Shut up in her room, with the warmth of the summer sunshine still on her skin, Margherita feels like every other teenager: a tightrope walker balancing over a chasm. Only the love of her parents, of her extraordinary Sicilian granny Teresa and of her little brother allow her to walk on that tightrope, to brave the world and to try and grow into the young woman she wants to be.
But then one day Margherita listens to a message on the answering machine. It’s her father announcing that he won’t be coming back home – ever. Margherita feels the floor disappear beneath her feet. She doesn’t know yet that this painful experience, little by little, will make her a woman, just as a beautiful pearl forms in an oyster after it has been attacked. This is indeed the secret of pain: it knows where life is hidden and knows how to set it free.
This time, however, granny Teresa’s smiling wisdom will not be enough for Margherita, and the new voices which can help her will come from her new high school world: the voice of Marta, who she sits next to, full of infectious enthusiasm, the deep voice of Giulio, the most mysterious boy at school, and even her teacher’s voice, a young man in search of himself, sensitive to the life that can be found in the pages of books. And it will be in a book, the Odyssey, that Margherita reads about Telemachus and finds the energy to embark on a journey in search of her father that will radically change her future.

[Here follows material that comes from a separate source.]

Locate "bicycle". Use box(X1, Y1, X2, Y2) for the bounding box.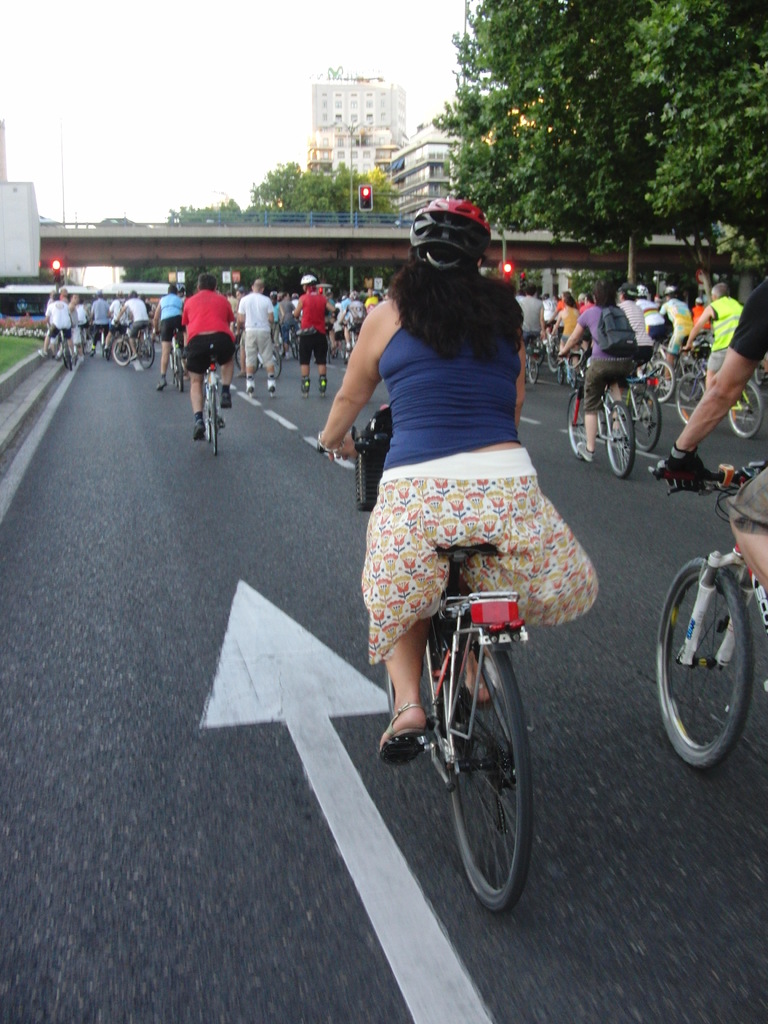
box(342, 417, 584, 892).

After the huge success of his debut novel, Bianca come il latte, rossa come il sangue (White like milk, red like blood) Alessandro D’Avenia returns to his talent for speaking tenderly, honestly and bravely about adolescence – about its agonies and enigmas, alongside its spontaneity and vitality. This time though his young characters are confronted with adults in moments of crisis. These moments happen sooner or later to everyone, revealing the fragility and desires that we carry inside ourselves and which belong to the kids we used to be.